To quote someone on social media:
> With unintended strikes, there's "we work hard to avoid this, but based on bad intel made a rare, tragic error," and "we've encouraged RoE that foreseeably makes tragic errors frequent, but this looks bad and in hindsight wish we hadn't done it."
> Israel's strike on WCK food aid workers is the latter
Israel has long had pretty plain issues with its rules of engagement. Recall that earlier in this conflict, the IDF shot three of the hostages whose recovery is one of the main goals of the operation!
War zones aren't as quiet and organized as you would imagine. More so when one side is disguised as regular civilians. All war zones also have people killed by friendly fire. I would assume friendly fire > killing western charity workers > killing civilians in order of importance to the military
Yet still, even that its the most important, friendly fire still happens
I agree with the other commenter that this goes way beyond "friendly fire". According to a Haaretz article, those aid workers were targeted 3 times in a row and I assume someone had to confirm the bombing for all 3 of them. This isn't friendly fire. I would love to see their validation data to check on their claim of 90% accuracy.
The targeting problems in this war seem much more serious than "friendly fire still happens."
It's certainly possible for what you write to be true, and the video we've seen from other targeted killings indicates that even an entire human chain of command could have missed the logos on the car, off the top of my head the USA example is when we attacked a wedding party in Afghanistan because it was close to a combat zone.
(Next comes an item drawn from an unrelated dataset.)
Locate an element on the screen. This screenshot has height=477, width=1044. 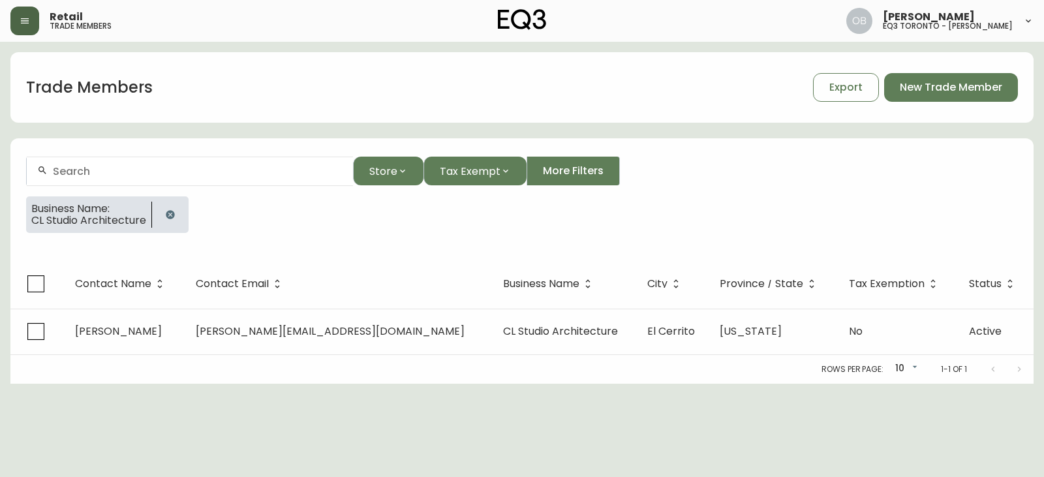
img: 8e0065c524da89c5c924d5ed86cfe468 is located at coordinates (860, 21).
But it sounds like the rules of engagement give IDF the leeway to kill up to 15 non combatants in any situation for one AI identified male in targeted age group and 100 if the male matches a high value target, which seems incredibly broad. It's all a moot point for the victims, and the IDF killing hostages with their hands in the air sounds like it's kind of out of control but could be sampling bias since reporters are being killed at a pretty high rate as well.